The Nuffield Council on Bioethics has recently published a consultation paper entitled Give and Take? Human Bodies in Medicine and Research: https://consultation.nuffieldbioethics.org/fileLibrary/pdf/Human_bodies_in_medicine_and_research_consultation_paper.pdf
The paper seeks responses from individuals or groups on a wide range of issues relating to the use of human bodies or body parts in medical treatment and research. Section 6 is on ‘Ownership and Control’, and one of the questions asked is: Should the laws in the UK permit a person to sell their bodily material for all or any purposes?
Why should the law forbid any sale of bodily material by any competent adult, whether for medical treatment or research or for any other purpose? One immediate response comes from the gut: it’s just plain immoral. But immorality isn’t sufficient to justify legal prohibition. It is quite consistent to think that, say, gambling is morally reprehensible, but that it should nevertheless be permitted by law, or that there are certain areas of human life (such as personal relationships) in which, though people might treat one another pretty badly, the law has no place. For immorality to justify legal prohibition it has to be of a particular kind and of a particular order.
One common objection to the sale of body parts is that it will bring about or constitute the ‘commodification’ of the body. There certainly do seem to be good arguments for seeking to prevent market principles from dominating certain areas of human life – personal relationships are again a particularly clear example. We all need friends. Imagine a world in which any time with your acquaintances had to be bought at the market rate. Spontaneity, generosity, and love must be protected. But often there seems no real case against commodification. Consider people’s talents. Most of us think that anyone with a particular talent – for window-cleaning, accounting, or playing football – should be allowed to market the exercise of that talent as they wish (within the rules and regulations of their chosen occupation, of course, such as those concerning ‘transfer windows’ in the English football league). On the face of it, body parts seem much more like talents than friendship.
At this point, an appeal is often made to ‘human dignity’, as something to be respected and something that would be severely compromised by a legal market in body parts. For this appeal to have any weight, the value of dignity must be elucidated. Otherwise it amounts to no more than the ‘it’s just immoral’ gut reaction. Well, let’s assume that rational human beings do have some special value, demanding respect by others. Why should that dignity itself not consist partly in a right to control one’s own body?

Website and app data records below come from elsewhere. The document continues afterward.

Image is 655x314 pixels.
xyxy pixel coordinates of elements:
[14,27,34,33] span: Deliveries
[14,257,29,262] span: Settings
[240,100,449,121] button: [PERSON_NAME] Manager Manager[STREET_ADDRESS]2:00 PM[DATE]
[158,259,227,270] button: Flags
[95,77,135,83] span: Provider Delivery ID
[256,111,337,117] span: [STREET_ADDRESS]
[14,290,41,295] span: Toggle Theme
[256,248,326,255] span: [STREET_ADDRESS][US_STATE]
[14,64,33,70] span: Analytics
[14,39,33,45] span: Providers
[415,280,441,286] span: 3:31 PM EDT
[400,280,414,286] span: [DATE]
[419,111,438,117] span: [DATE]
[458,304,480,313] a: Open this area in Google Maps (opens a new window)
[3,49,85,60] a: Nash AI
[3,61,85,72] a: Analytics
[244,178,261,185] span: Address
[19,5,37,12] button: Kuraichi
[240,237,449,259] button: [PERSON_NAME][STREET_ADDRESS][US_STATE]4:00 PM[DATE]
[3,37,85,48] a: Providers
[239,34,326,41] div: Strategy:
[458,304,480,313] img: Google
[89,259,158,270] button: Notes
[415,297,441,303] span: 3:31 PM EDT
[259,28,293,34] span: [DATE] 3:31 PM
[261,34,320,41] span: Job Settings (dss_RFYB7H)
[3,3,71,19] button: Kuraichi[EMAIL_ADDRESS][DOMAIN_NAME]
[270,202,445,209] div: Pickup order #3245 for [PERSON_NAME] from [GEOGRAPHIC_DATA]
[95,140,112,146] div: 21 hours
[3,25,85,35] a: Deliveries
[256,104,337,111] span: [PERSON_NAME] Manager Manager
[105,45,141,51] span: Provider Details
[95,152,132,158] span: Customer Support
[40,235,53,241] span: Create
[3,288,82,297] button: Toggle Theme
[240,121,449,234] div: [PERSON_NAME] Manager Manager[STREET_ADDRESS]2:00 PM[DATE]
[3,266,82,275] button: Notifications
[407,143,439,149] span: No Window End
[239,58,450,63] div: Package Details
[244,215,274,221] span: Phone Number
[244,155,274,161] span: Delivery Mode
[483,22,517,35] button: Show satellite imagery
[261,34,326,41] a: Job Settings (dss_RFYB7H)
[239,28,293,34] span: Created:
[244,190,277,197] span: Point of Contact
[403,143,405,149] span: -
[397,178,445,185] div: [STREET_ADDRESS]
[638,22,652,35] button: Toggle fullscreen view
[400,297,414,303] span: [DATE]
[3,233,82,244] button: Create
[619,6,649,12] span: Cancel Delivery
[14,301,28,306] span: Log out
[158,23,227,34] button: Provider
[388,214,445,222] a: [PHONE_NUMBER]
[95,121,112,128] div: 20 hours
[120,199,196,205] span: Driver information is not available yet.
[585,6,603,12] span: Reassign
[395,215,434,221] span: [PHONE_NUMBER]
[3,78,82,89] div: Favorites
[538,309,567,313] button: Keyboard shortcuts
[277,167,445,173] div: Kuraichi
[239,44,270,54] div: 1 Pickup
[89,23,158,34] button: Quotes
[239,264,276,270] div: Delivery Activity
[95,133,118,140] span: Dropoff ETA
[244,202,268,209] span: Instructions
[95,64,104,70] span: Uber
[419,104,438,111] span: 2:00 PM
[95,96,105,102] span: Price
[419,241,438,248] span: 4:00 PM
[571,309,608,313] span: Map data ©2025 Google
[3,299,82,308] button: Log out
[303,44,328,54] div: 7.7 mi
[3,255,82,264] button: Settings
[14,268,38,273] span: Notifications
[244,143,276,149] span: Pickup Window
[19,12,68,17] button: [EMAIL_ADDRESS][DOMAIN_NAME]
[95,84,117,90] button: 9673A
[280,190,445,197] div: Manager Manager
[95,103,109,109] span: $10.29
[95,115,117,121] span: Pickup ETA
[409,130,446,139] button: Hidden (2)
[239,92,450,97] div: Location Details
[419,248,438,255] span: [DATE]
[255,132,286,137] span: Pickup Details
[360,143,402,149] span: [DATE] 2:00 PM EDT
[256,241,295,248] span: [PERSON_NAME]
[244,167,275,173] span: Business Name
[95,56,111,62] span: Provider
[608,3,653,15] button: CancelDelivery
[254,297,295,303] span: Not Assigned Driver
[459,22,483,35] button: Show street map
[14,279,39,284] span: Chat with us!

If anything, forbidding grown adults from doing what they wish with their own bodies is to treat them and their autonomous wishes in an undignified way.
In his classic work of liberalism On Liberty, John Stuart Mill claimed that the state’s only justification for interfering with an individual’s freedom is to prevent harm to others. So even if the individual herself, perhaps through sacrificing her dignity or in other ways, is harming herself, the state can do no more than inform her of the facts about, and in particular the risks of, the activity in question. (Slavery is perhaps a special case, and Mill certainly thought it was. But selling an organ or other body part is not to sell yourself, into slavery or in any other way.)

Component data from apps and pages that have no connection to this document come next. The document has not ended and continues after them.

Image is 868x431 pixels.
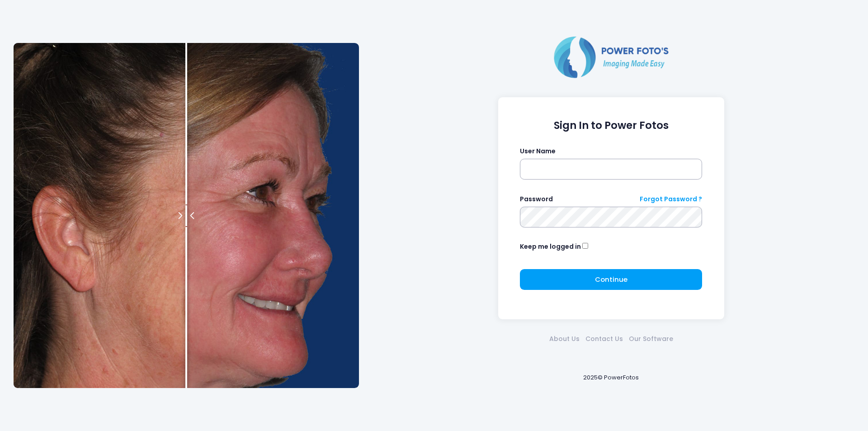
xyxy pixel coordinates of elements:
[546,334,582,344] a: About Us
[626,334,676,344] a: Our Software
[595,275,628,284] span: Continue
[640,194,702,204] a: Forgot Password ?
[550,34,672,80] img: Logo
[520,269,702,290] button: Continue
[520,146,556,156] label: User Name
[520,242,581,251] label: Keep me logged in
[520,119,702,132] h1: Sign In to Power Fotos
[520,194,553,204] label: Password
[582,334,626,344] a: Contact Us
[368,358,855,397] div: 2025© PowerFotos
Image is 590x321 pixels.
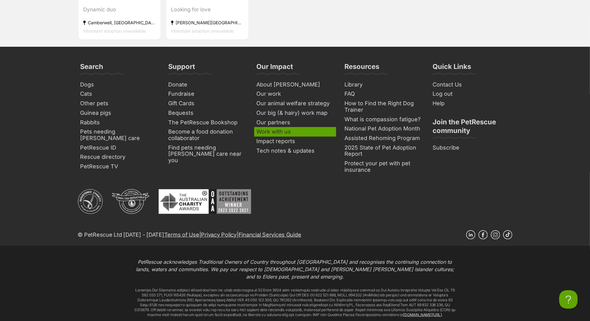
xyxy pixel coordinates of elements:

It cannot be denied, however, that there would be the most appalling risks were an unregulated market in body parts permitted to develop. The opportunities for both buyers and sellers to mislead or to misrepresent, for example, would be widespread and tempting. As in other areas of civil life, then, the market in human organs should be regulated, with an immediate view to the avoidance of harm to those involved in the market itself or otherwise affected by it.

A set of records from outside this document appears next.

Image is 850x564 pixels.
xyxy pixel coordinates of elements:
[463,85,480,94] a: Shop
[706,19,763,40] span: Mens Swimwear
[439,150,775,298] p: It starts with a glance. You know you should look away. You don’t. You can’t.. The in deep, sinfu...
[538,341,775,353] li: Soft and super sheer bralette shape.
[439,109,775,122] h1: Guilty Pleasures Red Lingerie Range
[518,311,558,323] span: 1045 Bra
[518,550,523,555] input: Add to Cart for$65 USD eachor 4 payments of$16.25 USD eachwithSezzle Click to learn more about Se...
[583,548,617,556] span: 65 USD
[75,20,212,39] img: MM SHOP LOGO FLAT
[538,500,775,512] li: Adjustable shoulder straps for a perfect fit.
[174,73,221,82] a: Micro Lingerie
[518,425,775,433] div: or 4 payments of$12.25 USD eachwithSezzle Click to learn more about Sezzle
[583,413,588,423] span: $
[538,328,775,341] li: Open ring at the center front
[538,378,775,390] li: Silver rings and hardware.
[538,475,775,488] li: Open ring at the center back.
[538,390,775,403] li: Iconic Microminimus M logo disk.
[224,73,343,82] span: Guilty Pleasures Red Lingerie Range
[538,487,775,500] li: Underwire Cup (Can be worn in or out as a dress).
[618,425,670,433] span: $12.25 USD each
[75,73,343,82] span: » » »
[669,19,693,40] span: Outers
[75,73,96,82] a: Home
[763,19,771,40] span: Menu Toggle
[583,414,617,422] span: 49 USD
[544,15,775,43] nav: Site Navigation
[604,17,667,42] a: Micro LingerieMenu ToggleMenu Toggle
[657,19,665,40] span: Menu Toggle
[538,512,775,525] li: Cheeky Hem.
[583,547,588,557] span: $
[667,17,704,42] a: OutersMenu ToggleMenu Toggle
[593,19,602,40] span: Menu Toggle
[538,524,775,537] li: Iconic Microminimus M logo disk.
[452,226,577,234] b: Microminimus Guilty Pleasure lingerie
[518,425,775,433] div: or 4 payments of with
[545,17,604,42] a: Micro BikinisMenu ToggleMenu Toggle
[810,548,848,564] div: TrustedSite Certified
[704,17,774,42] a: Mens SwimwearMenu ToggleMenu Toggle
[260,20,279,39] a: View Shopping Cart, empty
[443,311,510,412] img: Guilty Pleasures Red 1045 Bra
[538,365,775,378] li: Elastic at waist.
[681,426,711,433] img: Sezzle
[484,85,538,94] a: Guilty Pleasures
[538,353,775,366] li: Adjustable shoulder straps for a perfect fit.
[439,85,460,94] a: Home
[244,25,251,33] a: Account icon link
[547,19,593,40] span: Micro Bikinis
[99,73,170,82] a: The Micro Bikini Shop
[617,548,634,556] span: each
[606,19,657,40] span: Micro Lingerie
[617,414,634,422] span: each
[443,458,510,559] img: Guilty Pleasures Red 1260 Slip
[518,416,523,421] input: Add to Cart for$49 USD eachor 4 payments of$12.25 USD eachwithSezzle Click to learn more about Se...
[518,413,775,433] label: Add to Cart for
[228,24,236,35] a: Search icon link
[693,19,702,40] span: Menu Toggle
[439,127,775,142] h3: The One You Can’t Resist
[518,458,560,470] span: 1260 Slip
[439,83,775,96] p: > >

One further question is whether the state – in the UK, through the NHS – should itself enter the market. I see no strong reason why it shouldn’t. A weightier question is whether state regulation should involve price-setting or restrictions on sales designed to make the most effective use of available body parts. I’m inclined myself to think that it should, since the state should always be seeking to produce the best and justest outcomes for its citizens as a whole. Mill himself says clearly in On Liberty that his liberal principle is justified through its promotion of the good of all, and that is equally true of market principles governing the sale of body parts or indeed anything else.